The FBI Has Arrested an NSA Contractor for Allegedly Stealing Classified Material

He even worked at Edward Snowden’s old company.

Juliet Linderman/AP

Fight disinformation: Sign up for the free Mother Jones Daily newsletter and follow the news that matters.


The FBI has arrested Harold Thomas Martin III, a contractor at the National Security Agency, for stealing “highly classified information,” according to a Department of Justice statement released on Wednesday.

News of an arrest was first reported by the New York Times, which wrote on Wednesday that an unnamed contractor “stole and disclosed highly classified computer codes developed to hack into the networks of foreign governments.” Martin was an employee of Booz Allen Hamilton, the consulting firm that also employed Edward Snowden while he was pilfering classified information from the NSA in 2013.

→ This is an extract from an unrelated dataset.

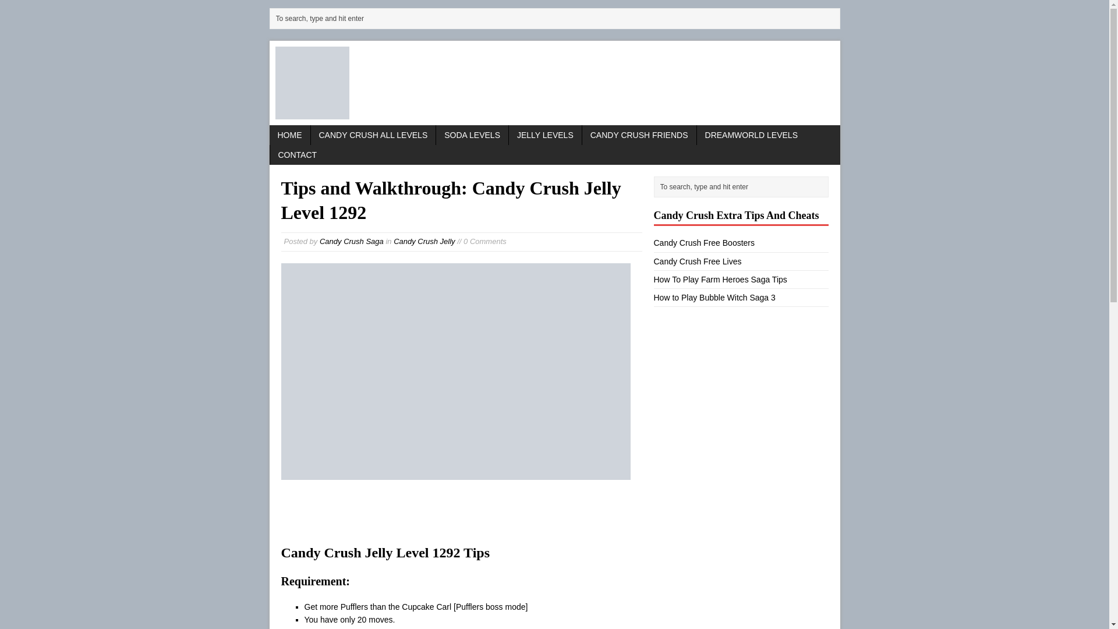  Describe the element at coordinates (697, 261) in the screenshot. I see `Candy Crush Free Lives` at that location.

It’s not clear if the arrest and the alleged theft of code are linked to an incident in August when a hacking group called Shadow Brokers released a batch of what it said were NSA hacking tools designed to breach computer networks and firewalls. Cybersecurity experts said the tools were likely genuine but outdated. The group has tried to sell the tools for as much as $611 million but complained over the weekend that no buyers were interested.

The DOJ’s statement said Martin’s arrest took place at his home in Glen Burnie, Maryland, at the end of August, and that searches of Martin’s house and property turned up “six classified documents obtained from sensitive intelligence and produced by a government agency in 2014,” as well as other classified documents and more that $1,000 in government property. Martin faces up to one year in prison for taking the classified documents and up to 10 years for theft of government property.

We Recommend

Latest

Sign up for our free newsletter

Subscribe to the Mother Jones Daily to have our top stories delivered directly to your inbox.

Get our award-winning magazine

Save big on a full year of investigations, ideas, and insights.

Subscribe

Support our journalism

Help Mother Jones' reporters dig deep with a tax-deductible donation.